On 2023-04-23, John Larkin <jlarkin@highlandSNIPMEtechnology.com> wrote:
On Sun, 23 Apr 2023 09:41:46 GMT, Cindy Hamilton
hamilton@invalid.com> wrote:

What we had instead was a \"salad\" made from overcooked rice with
pineapple, maraschino cherries, and Cool-Whip. I see it\'s allegedly a
dessert called \"Glorified Rice\", but I never heard it called that.


Post the recipe, please.

If you insist.

https://www.theseoldcookbooks.com/glorified-rice/#recipe

I don\'t remember marshmallows in it; perhaps I\'ve repressed that memory.

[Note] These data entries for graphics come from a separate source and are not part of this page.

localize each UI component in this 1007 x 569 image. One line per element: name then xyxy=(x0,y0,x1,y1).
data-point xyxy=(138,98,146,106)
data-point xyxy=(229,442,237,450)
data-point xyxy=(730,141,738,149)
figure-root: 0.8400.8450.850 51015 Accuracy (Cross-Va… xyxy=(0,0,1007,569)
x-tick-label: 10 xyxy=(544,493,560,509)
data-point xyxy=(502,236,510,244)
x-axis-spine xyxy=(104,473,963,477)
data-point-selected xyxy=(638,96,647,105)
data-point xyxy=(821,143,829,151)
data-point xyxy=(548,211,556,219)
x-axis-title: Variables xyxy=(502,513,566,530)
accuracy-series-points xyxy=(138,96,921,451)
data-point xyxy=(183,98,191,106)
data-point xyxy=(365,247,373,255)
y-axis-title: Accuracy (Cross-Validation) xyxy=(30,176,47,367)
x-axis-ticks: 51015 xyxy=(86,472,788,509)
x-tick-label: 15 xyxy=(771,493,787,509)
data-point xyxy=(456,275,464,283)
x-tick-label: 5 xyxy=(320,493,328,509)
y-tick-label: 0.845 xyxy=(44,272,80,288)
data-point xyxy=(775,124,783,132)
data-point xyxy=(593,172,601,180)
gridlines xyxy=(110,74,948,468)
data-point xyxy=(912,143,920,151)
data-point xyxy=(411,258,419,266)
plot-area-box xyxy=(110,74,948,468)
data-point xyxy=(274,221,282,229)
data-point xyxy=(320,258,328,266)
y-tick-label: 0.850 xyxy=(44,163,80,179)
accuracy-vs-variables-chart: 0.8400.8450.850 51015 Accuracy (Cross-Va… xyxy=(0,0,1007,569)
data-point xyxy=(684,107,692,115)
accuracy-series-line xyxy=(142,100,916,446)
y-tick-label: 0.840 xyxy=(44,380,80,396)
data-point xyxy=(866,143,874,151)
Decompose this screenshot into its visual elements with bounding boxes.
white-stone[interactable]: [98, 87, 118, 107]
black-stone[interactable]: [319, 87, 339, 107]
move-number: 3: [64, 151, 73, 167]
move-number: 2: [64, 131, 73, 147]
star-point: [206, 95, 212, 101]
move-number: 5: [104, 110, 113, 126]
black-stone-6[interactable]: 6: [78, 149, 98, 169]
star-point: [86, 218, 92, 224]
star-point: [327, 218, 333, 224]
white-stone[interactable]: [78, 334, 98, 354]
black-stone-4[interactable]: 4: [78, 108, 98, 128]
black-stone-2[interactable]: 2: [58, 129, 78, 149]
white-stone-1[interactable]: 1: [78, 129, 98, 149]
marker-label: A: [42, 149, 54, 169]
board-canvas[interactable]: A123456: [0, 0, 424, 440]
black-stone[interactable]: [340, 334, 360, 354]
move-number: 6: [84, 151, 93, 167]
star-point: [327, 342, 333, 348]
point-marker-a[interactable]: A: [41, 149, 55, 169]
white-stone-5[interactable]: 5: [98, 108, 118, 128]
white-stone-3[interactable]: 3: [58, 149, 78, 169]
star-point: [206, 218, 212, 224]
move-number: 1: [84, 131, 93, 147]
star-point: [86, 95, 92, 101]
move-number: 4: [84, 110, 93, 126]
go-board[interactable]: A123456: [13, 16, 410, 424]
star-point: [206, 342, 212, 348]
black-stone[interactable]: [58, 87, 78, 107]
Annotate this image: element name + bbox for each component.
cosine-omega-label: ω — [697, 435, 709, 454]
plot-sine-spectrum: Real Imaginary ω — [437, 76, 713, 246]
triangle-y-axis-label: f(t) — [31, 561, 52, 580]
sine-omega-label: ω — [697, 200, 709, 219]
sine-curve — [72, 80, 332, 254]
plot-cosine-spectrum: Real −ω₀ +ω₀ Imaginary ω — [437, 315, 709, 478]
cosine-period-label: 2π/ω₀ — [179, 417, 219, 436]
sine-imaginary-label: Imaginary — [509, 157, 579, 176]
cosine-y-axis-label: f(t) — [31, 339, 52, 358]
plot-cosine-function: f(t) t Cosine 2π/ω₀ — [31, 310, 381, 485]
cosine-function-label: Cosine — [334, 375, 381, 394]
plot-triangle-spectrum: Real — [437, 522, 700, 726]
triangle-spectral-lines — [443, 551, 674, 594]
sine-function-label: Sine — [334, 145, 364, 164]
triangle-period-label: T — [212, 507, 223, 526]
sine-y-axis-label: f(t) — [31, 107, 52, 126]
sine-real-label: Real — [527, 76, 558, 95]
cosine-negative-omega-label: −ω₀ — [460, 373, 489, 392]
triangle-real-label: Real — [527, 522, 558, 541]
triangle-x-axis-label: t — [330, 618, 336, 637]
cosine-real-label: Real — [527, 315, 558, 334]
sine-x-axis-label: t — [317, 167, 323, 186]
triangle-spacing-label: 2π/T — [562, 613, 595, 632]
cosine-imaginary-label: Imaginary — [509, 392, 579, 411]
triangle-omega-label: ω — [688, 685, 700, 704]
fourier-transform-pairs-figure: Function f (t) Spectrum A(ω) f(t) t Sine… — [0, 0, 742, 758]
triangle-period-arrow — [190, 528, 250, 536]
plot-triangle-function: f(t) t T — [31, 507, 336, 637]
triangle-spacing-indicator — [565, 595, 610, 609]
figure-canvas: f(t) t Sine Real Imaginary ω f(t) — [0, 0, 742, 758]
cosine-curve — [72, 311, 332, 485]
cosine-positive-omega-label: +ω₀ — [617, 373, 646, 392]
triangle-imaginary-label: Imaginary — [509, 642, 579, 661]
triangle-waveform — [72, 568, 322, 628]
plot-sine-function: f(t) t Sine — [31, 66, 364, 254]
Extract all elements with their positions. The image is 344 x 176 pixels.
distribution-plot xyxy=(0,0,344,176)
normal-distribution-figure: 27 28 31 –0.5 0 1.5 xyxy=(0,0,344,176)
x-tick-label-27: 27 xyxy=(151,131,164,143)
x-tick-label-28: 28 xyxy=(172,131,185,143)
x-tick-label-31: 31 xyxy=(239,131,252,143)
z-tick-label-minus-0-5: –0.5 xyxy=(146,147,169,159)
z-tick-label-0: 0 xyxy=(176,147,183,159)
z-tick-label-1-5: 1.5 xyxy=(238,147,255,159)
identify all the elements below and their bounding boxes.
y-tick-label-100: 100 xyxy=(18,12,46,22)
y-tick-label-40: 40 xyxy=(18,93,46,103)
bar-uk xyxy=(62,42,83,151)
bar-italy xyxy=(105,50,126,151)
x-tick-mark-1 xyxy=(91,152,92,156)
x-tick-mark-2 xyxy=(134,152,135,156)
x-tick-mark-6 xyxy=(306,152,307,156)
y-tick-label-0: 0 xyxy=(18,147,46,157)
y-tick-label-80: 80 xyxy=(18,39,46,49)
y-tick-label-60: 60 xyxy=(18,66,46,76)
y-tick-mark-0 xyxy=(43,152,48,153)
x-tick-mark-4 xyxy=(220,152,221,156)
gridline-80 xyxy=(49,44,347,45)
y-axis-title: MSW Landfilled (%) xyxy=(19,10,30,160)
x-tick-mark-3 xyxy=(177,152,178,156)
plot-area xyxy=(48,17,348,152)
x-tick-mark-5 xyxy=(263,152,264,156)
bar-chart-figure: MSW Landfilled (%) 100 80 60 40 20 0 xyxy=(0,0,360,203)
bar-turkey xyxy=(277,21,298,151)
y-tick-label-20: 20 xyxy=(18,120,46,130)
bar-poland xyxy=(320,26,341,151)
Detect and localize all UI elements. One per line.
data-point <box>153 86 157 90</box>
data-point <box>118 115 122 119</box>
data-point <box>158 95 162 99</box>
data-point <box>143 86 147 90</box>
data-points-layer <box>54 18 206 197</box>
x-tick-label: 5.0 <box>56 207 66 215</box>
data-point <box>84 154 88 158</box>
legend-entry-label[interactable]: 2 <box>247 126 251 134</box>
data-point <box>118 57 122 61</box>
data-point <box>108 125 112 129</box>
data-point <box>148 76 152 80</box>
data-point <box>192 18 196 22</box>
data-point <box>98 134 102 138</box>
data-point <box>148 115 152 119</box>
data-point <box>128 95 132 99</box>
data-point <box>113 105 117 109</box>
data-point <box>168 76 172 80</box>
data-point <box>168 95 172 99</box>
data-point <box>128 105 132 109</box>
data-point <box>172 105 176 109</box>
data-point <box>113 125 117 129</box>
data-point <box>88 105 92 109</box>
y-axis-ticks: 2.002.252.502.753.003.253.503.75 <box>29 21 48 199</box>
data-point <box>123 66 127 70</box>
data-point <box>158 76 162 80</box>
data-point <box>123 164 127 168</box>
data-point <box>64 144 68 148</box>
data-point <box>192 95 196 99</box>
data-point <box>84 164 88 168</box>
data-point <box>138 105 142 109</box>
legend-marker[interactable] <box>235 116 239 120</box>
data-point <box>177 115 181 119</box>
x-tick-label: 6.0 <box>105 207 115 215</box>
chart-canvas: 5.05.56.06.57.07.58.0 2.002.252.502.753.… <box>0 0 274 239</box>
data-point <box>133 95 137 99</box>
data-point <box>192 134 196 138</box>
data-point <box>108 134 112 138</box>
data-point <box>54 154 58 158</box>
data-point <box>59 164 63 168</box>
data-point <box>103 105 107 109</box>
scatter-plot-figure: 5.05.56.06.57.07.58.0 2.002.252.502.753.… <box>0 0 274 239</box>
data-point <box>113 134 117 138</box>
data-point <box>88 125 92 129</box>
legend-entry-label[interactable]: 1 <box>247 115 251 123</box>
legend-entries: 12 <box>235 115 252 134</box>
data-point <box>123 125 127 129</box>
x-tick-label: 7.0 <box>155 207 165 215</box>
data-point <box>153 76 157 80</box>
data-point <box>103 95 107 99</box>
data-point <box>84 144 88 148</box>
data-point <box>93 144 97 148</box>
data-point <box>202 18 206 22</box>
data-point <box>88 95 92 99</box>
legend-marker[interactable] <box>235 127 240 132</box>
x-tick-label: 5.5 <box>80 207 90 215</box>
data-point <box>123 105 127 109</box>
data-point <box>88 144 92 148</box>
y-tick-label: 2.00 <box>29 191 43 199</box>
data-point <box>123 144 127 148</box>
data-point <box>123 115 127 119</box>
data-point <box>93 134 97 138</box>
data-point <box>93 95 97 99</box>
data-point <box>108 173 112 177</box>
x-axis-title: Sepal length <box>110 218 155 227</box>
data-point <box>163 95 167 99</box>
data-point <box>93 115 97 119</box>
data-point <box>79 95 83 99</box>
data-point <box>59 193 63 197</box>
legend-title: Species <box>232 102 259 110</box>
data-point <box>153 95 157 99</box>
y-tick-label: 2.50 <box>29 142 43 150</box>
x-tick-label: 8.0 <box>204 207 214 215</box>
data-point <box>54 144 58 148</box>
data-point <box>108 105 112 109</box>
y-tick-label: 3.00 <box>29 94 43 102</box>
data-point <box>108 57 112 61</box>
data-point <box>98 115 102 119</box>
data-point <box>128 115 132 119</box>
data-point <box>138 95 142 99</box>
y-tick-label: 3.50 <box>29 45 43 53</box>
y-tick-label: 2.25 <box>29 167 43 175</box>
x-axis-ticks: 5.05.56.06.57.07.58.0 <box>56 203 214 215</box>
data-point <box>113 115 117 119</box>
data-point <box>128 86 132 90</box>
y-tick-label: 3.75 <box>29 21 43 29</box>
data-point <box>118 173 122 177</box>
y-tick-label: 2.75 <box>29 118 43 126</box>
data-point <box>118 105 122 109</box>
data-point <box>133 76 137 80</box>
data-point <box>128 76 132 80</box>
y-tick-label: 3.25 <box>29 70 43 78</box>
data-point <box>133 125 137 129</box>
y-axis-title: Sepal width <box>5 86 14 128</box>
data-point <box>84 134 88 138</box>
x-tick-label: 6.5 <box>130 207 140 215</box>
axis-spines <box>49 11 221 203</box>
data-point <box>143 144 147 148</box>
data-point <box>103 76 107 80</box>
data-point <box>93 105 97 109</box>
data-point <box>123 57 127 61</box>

Thankfully mini-marshmallows weren\'t in my mother\'s repertoire either. The
maraschino cherries were reserved for other things.

For that authentic Midwestern texture, you have to overcook the rice in
plenty of water and drain it.

Definitely. No al dente allowed.
 
On Sun, 23 Apr 2023 09:33:22 GMT, Cindy Hamilton wrote:


I\'m a terrible snob about bread. I buy it here:

https://www.zingermansbakehouse.com/

Lucky you. We had a small bakery that did excellent bread including a dark
pumpernickel with raisins and caraway seeds. I think Great Harvest hurt
them when it came to town and after the original owner retired they
dropped the bread entirely for dessert selections.

The best thing about the pumpernickel was it didn\'t sell well and by the
time I stopped it was on the day old rack at half price.